Grandparent scam: London, Ont., senior beats fraudsters not once, but twice
It was a typical Tuesday for Mabel Beharrell, 84, until she got the call that would turn her world upside down. Her teenaged grandson was in trouble and needed her help.
The "partygate" scandal that threatens to derail U.K. Prime Minister Boris Johnson's administration deepened Tuesday as police opened an investigation into gatherings at government offices that allegedly violated COVID-19 lockdown rules.
London's Metropolitan Police Service has launched an inquiry into "a number of events" at Johnson's Downing Street office and other government buildings because they met the force's criteria for investigating the "most serious and flagrant" breaches of coronavirus rules, Commissioner Cressida Dick told a committee of the London Assembly, the capital's local government council.
Johnson is facing calls to resign amid revelations that he or his staff attended a series of social events during periods of lockdown when most social gatherings were banned in England, forcing average citizens to miss weddings, funerals and birthdays as friends and relatives died alone in hospitals. The gatherings are already being investigated by a senior civil servant whose report has been anxiously awaited by lawmakers and the public.
"As a result, firstly, of the information provided by the Cabinet Office inquiry team and, secondly, my officers' own assessment, I can confirm that the Met is now investigating a number of events that took place at Downing Street and Whitehall in the last two years in relation to potential breaches of COVID-19 regulations," Dick told the committee.

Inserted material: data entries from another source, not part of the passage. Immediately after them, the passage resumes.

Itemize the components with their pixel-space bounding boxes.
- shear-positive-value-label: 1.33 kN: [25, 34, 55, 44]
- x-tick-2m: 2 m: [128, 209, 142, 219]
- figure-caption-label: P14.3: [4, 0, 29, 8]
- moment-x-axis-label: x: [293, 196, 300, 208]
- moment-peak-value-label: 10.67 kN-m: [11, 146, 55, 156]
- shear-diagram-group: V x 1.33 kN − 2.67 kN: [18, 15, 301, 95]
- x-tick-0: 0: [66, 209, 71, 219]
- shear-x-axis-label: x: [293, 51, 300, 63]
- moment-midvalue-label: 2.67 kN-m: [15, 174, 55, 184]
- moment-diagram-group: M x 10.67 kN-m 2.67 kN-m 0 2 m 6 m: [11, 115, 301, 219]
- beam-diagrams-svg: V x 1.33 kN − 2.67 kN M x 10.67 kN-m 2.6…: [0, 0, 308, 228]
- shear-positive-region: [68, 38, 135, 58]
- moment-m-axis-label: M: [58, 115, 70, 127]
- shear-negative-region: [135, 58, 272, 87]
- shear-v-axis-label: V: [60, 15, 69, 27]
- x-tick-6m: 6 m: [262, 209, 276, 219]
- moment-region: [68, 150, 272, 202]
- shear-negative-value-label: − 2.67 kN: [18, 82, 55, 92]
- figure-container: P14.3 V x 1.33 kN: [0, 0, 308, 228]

Police have already assessed several other events and determined that they do not meet the threshold for further investigation, the commissioner said. She declined to provide specifics about the gatherings.
The announcement throws into doubt the timetable for when Sue Gray, the civil servant leading the Cabinet Office inquiry, will release her report. Gray had been expected to finish this week, but rules governing the investigation allow the inquiry to be paused if she turns over evidence of potential criminal offenses to the police.

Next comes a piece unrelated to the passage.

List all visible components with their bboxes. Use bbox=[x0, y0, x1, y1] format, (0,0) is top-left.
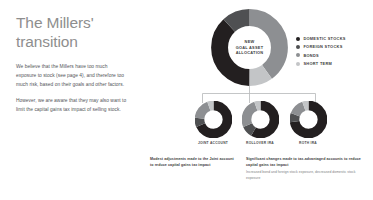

The prime minister's spokesman, Max Blain, said the investigations team and the police were talking.
"That still needs to be worked through, both in relation to what may or may not be published and the ongoing work of both the police and the (Gray) investigation," he said.

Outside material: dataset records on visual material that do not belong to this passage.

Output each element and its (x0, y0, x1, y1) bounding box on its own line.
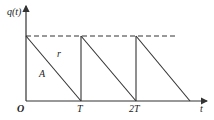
ramp-2 (81, 36, 136, 101)
ramp-3 (136, 36, 190, 101)
x-tick-T: T (77, 103, 84, 114)
slope-label: r (57, 48, 61, 59)
y-axis-label: q(t) (7, 6, 22, 18)
ramp-1 (26, 36, 81, 101)
x-axis-label: t (200, 103, 203, 114)
origin-label: O (17, 103, 24, 114)
area-label: A (38, 68, 46, 79)
x-tick-2T: 2T (129, 103, 141, 114)
sawtooth-diagram: q(t) t O T 2T r A (0, 0, 214, 120)
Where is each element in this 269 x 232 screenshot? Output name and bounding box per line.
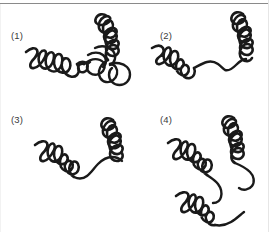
panel-4-tail — [215, 212, 244, 225]
panel-2-label: (2) — [160, 30, 172, 41]
panel-2-helix-a — [152, 46, 195, 78]
panel-4-graphic — [168, 116, 254, 225]
panel-3-helix-a — [35, 141, 79, 177]
panel-4-label: (4) — [160, 114, 172, 125]
panel-4-helix-a — [168, 139, 212, 175]
panel-1-graphic — [26, 14, 130, 85]
panel-2-graphic — [152, 12, 253, 78]
panel-1-label: (1) — [11, 30, 23, 41]
panel-1-tangle — [77, 46, 130, 85]
panel-3-graphic — [35, 118, 123, 178]
panel-4-connector-ac — [207, 175, 221, 203]
panel-3-helix-b — [101, 118, 122, 161]
panel-4-connector-bc — [235, 163, 254, 190]
panel-2-connector-loop — [194, 59, 246, 70]
panel-2-helix-b — [231, 12, 252, 61]
figure-canvas — [0, 0, 269, 232]
panel-3-label: (3) — [11, 114, 23, 125]
panel-1-helix-a — [26, 48, 79, 77]
panel-4-helix-b — [222, 116, 243, 163]
panel-4-helix-c — [176, 192, 215, 225]
figure-root: (1) (2) (3) (4) — [0, 0, 269, 232]
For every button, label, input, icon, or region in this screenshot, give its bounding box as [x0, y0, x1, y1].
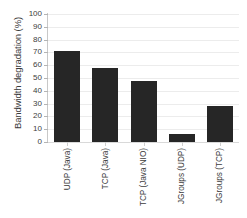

Even before the police investigation was announced, Johnson was fighting off new allegations of rule breaking aimed directly at him.
ITV News reported late Monday that Johnson's then-fiancee threw a birthday party for him -- complete with cake -- inside his Downing Street offices on June 19, 2020, followed by another gathering for family and friends in his official residence.
The prime minister's office confirmed that the events took place, but denied that they violated lockdown regulations. The first was a brief gathering with colleagues who Johnson was already in close contact with and the second involved a small number of family members who met outside in a garden, in line with coronavirus rules.
Such careful parsing of the rules fuelled a debate in the House of Commons, where opposition lawmakers once again called on the prime minister to resign.
Martin Docherty-Hughes of the Scottish National Party argued that the latest gatherings were indeed parties by quoting the late celebrity chef Julia Child, who once said "a party without cake is just a meeting."
"Johnson's staffers supplied a cake," he said. "Ergo, it was a party."
But Paymaster General Michael Ellis, who represented the government, said cake did not a party make.
"If while at work someone eats cake for 10 minutes, I do not think that conclusions can be drawn from that," Ellis responded.
The fact that politicians are relying on such technicalities to justify for their actions is "farcical," said Catherine Haddon, an expert on the constitution at the Institute for Government in London.
"It's not just about sort of the technicalities of the law, whether there is a sufficient defence or not. It's about public perception because people were losing their loved ones at this time, you know, unable to to say goodbye to them in person," she told The Associated Press.
The police investigation is just the latest episode in the "partygate" scandal that has destabilized Johnson's conservative government for the past six weeks. Johnson initially denied that any rules had been broken, but he was forced to order an investigation after video emerged of a senior staff member making jokes about a wine-and-cheese party in the prime minister's press office.
Johnson later apologized for attending a party in the garden outside his Downing Street offices in May 2020, saying he initially thought it was a work gathering allowed by the rules but recognized on hindsight that it wasn't appropriate.
Police have previously faced criticism for suggesting they wouldn't investigate the Downing Street parties because officers don't routinely investigate historical breaches of coronavirus regulations, where the only penalty available is a fine. Fines of up to 10,000 pounds (US$13,490) were imposed for breaching lockdown rules.
But Dick said Tuesday that police were prepared to conduct retrospective investigations where there were "really flagrant breaches" of the rules. Before such investigations are carried out, she said, three criteria must be met: there is evidence that those involved knew or should have known they were breaking the law, not investigating would "significantly undermine" the law, and there seems to be no reasonable defence for the conduct.
"So in those cases, where those criteria were met, the guidelines suggested that we should potentially investigate further and end up giving people tickets," she said.
It was a typical Tuesday for Mabel Beharrell, 84, until she got the call that would turn her world upside down. Her teenaged grandson was in trouble and needed her help.